Jason Holm, Navy spokesman, said "matters of compensation and benefits are determined at levels much higher than the shipyard. We will work with any decision made by higher command, and as such we neither endorse or dissuade our employees participating. We do, however, support any organization exercising its right to free speech."
Wagner said the union has written to Hawaii's four congressional members, and "they support our position."
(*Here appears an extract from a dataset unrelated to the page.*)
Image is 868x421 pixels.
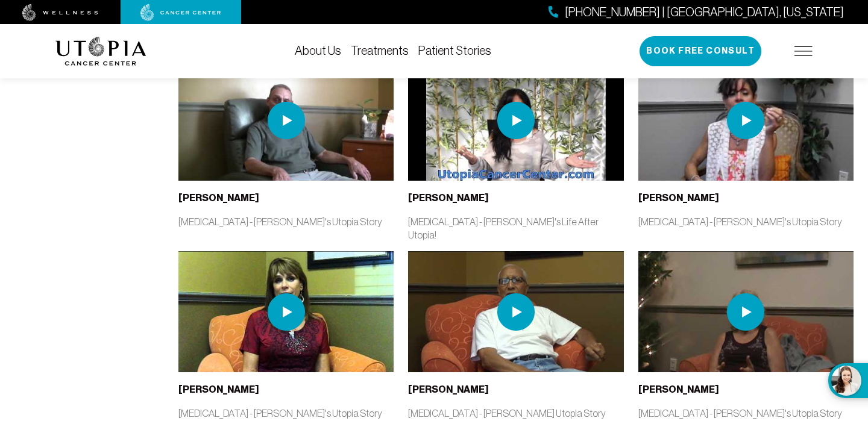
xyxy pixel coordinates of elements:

Wagner said Rumsfeld's proposal has already passed the U.S. House and was before the Senate Committee on Governmental Affairs yesterday. The Washington Post reported yesterday that Rumsfeld has said the Pentagon needs to be freed from many civil service laws to organize its 746,000 civilian employees into a work force that is better prepared to meet such challenges as global terrorism.
But Wagner said the "so-called National Security Personnel Act" would eliminate veterans' hiring preferences, remove collective-bargaining rights and virtually eliminate overtime pay.
"It would also deny employees the right to appeal discriminatory actions by supervisors," Wagner said.
The union further believes Rumsfeld's proposal would waive the current requirement against hiring relatives.
Wagner said the bill will mean unionized workers would lose their guaranteed annual wage increases. Rumsfeld's proposal would permit officials to tie annual raises to performance rather than longevity in the job. Without a good performance rating, a civilian defense worker might not get an annual raise.